Which of the three is best for someone who wants things extremely simple but secure? From what I can tell CasaOS is the simplest, but Cosmos is the most secure, and I think Yunohost falls in the middle?
For me yunohost is the simplest.
Thanks everyone. I tried ZimaOS (since apparently that’s what CasaOS is now?) but had issues figuring out the -arr services.
Currently trying YunoHost now, though for some reason it says my GMKtec G9 has a MMC/Micro SD?
First, they are all solid platforms. Yunohost would be my choice if I were making it again. I don’t exactly know this, but I would think that Yunohost’s app catalog either exceeds or rivals most platforms in this category. They do list broken software separately. I don’t know why, they’ve always done that. I guess it’s for someone who might want to give it a go fixing one. But, their usable app catalog is pretty comprehensive. Both CasaOS and Cosmos have very beautiful UI. Very polished.
I’m running Casa, but I haven’t opened up network to the world.
I will say, that Casa is simple to a fault. I still haven’t figured a way to easily hook all my -arr services with my vpn container, but I have an old Pi clone running Portainer managing the -arr/vpn connection. That way I know the vpn is setup and the Kill-switch works.
The simplest way is to get the gluetun app (on the BigBearCasaOS app store), get it set up with your VPN, then in qbittorrent do this (with the port):
.You can do the same thing on Prowlarr in the “proxy” settings. Radarr and Sonarr have a similar Proxy setting but you don’t really need to put those behind the VPN there.
I see that cosmos advertises running your apps on a vpn built-in. That might be worth looking into. When I switched to self-hosting everything on my “tailnet” and closed incoming ports, a lot of the nice features of Yunohost for maintaining DNS and certs for the various apps stopped being that useful. In this day and age, I think being able to self-host and experiment within a safe VPN environment instead of on the open internet is the way to go.
I liked Yunohost more than CasaOS or Tipi. It explained every step the way I liked. I never tried Cosmos.
I really like CasaOS and if you’re just getting started then it’s really friendly. But if I were to start fresh today I would probably go YunoHost because it seems to have the biggest community around it.
Haven’t heard of Cosmos but it looks interesting and seems to have some features like reverse proxy baked in that would otherwise need a container like nginx proxy manager. It doesn’t seem to have very many pre-approved apps however.
Cosmos has a comparison chart if it helps: https://github.com/azukaar/Cosmos-Server?tab=readme-ov-file#what-are-the-differences-with-other-alternatives
Other than that you’ll have to test out what fits your needs best.
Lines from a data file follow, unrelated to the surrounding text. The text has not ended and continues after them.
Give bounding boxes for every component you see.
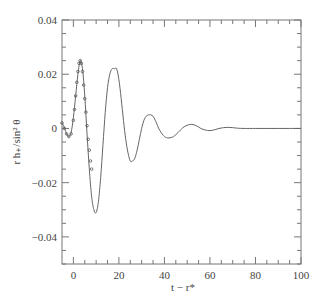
data-marker — [87, 138, 90, 141]
y-tick-labels: 0.040.020−0.02−0.04 — [32, 14, 58, 243]
y-axis-label: r h₊/sin² θ — [10, 119, 22, 164]
axis-ticks — [62, 20, 301, 264]
x-tick-labels: 020406080100 — [71, 269, 310, 281]
x-tick-label: 80 — [250, 269, 262, 281]
waveform-line — [62, 61, 301, 214]
y-tick-label: 0.02 — [38, 68, 57, 80]
plot-frame — [62, 20, 301, 264]
x-tick-label: 100 — [293, 269, 310, 281]
chart: 020406080100 0.040.020−0.02−0.04 t − r* … — [0, 0, 319, 302]
y-tick-label: −0.04 — [32, 231, 58, 243]
y-tick-label: −0.02 — [32, 177, 57, 189]
y-tick-label: 0.04 — [38, 14, 58, 26]
x-axis-label: t − r* — [171, 281, 195, 293]
x-tick-label: 60 — [204, 269, 216, 281]
data-marker — [88, 149, 91, 152]
x-tick-label: 0 — [71, 269, 77, 281]
data-marker — [89, 160, 92, 163]
data-marker — [90, 168, 93, 171]
x-tick-label: 20 — [113, 269, 125, 281]
x-tick-label: 40 — [159, 269, 171, 281]
y-tick-label: 0 — [52, 122, 58, 134]
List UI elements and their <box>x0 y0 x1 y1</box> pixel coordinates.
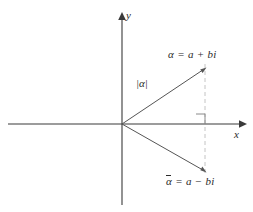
alpha-conjugate-expression: = a − bi <box>172 175 215 187</box>
y-axis-label: y <box>126 10 131 21</box>
x-axis-arrowhead <box>239 120 247 128</box>
vector-alpha-conjugate-arrowhead <box>200 166 206 172</box>
point-label-alpha-conjugate: α = a − bi <box>166 176 215 187</box>
right-angle-marker-icon <box>196 114 205 123</box>
vector-alpha <box>122 71 202 125</box>
point-label-alpha: α = a + bi <box>168 49 217 60</box>
vector-alpha-arrowhead <box>200 68 206 74</box>
figure-canvas <box>0 0 253 212</box>
vector-alpha-conjugate <box>122 124 202 170</box>
complex-plane-figure: y x |α| α = a + bi α = a − bi <box>0 0 253 212</box>
y-axis-arrowhead <box>118 12 126 20</box>
x-axis-label: x <box>234 129 239 140</box>
alpha-conjugate-symbol: α <box>166 176 172 187</box>
alpha-expression: = a + bi <box>174 48 217 60</box>
modulus-label: |α| <box>136 78 148 89</box>
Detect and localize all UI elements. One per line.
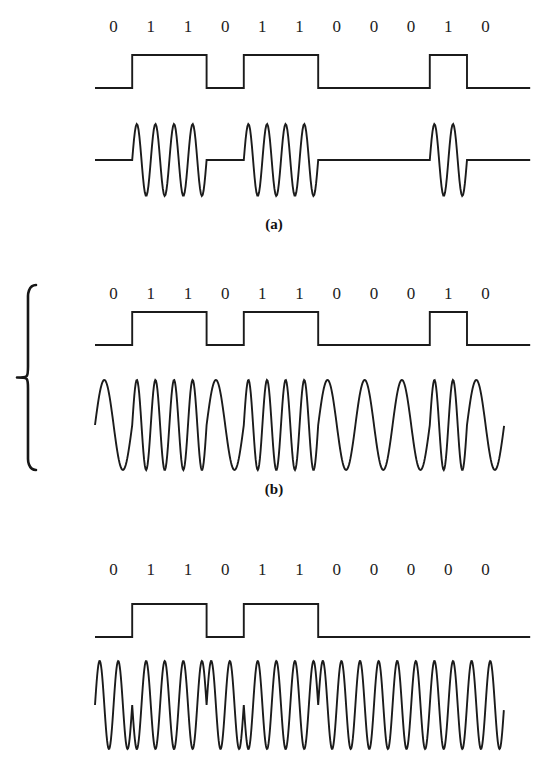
square-wave-fsk <box>95 306 534 351</box>
group-brace-b <box>14 281 44 474</box>
bit-digit: 1 <box>244 285 281 302</box>
bit-digit: 0 <box>318 285 355 302</box>
ask-carrier-wave <box>95 116 534 204</box>
bit-digit: 1 <box>281 285 318 302</box>
panel-label-b: (b) <box>0 481 548 498</box>
bit-digit: 0 <box>318 561 355 578</box>
bit-digit: 1 <box>169 561 206 578</box>
fsk-carrier-wave <box>95 372 534 478</box>
square-wave-ask <box>95 49 534 94</box>
nrz-trace <box>95 55 530 88</box>
bit-digit: 1 <box>281 18 318 35</box>
bit-row-psk: 01101100000 <box>95 557 504 581</box>
fsk-trace <box>95 380 504 470</box>
bit-row-fsk: 01101100010 <box>95 281 504 305</box>
bit-digit: 0 <box>393 18 430 35</box>
bit-digit: 0 <box>430 561 467 578</box>
bit-digit: 0 <box>393 285 430 302</box>
nrz-trace <box>95 312 530 345</box>
bit-digit: 0 <box>318 18 355 35</box>
bit-digit: 1 <box>281 561 318 578</box>
modulation-figure: 01101100010 (a) 01101100010 (b) 01101100… <box>0 0 548 759</box>
bit-digit: 0 <box>355 285 392 302</box>
ask-trace <box>95 124 530 196</box>
bit-digit: 1 <box>132 18 169 35</box>
bit-digit: 1 <box>244 18 281 35</box>
psk-trace <box>95 661 504 749</box>
bit-digit: 0 <box>95 285 132 302</box>
brace-path <box>17 285 36 470</box>
bit-digit: 0 <box>467 18 504 35</box>
bit-digit: 1 <box>244 561 281 578</box>
bit-digit: 0 <box>207 561 244 578</box>
nrz-trace <box>95 604 530 637</box>
psk-carrier-wave <box>95 653 534 757</box>
bit-digit: 0 <box>355 18 392 35</box>
bit-digit: 1 <box>430 18 467 35</box>
bit-digit: 0 <box>467 285 504 302</box>
bit-digit: 0 <box>393 561 430 578</box>
panel-label-a: (a) <box>0 216 548 233</box>
square-wave-psk <box>95 598 534 643</box>
bit-digit: 0 <box>207 285 244 302</box>
bit-digit: 1 <box>169 285 206 302</box>
bit-digit: 1 <box>132 561 169 578</box>
bit-digit: 0 <box>207 18 244 35</box>
bit-digit: 1 <box>430 285 467 302</box>
bit-digit: 1 <box>132 285 169 302</box>
bit-digit: 0 <box>355 561 392 578</box>
bit-row-ask: 01101100010 <box>95 14 504 38</box>
bit-digit: 0 <box>95 561 132 578</box>
bit-digit: 0 <box>95 18 132 35</box>
bit-digit: 0 <box>467 561 504 578</box>
bit-digit: 1 <box>169 18 206 35</box>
I use YunoHost and am happy with it, but I don’t expose my services. Backup and update procedures are barebones and I had to do some scripting myself
I’ve seen the chart, but the problem is I don’t understand the point of some of the things in the chart. The installation instructions are also kind of lacking since I don’t understand Docker well, but it just says to install Cosmos via Docker. I could take a couple of days to learn all this and sacrifice my limited family time, for something I think has a potential benefit, or I could just install one of the other two.
If those features are extremely useful and important, then yes, I’ll have to learn it and I guess that makes Cosmos the best choice. If they’re not really needed, then I guess I should pick one of the other two.
Mostly I’ll be running Jellyfish, file storage and retrieval, and eventually probably something for Valetudo in the future. Also considering putting Waydroid in there somehow to run Stube on the TV as well. But would all those features be incredibly important to have something like Cosmos then?
Standalone cosmos installation is now recommended instead of the docker container. It’s technically still beta, but I’ve been running it since February and very happy with it. The dev has indicated updates will focus on the standalone installation going forward.
I have found it’s made everything vastly easier for me - the marketplace, integrated reverse proxy and URL manager mean you can literally spin many services up with a single click. Yet it has sub-menus for docker env and compose data that allow you to dig deeper into how the containers work if you’re interested in it.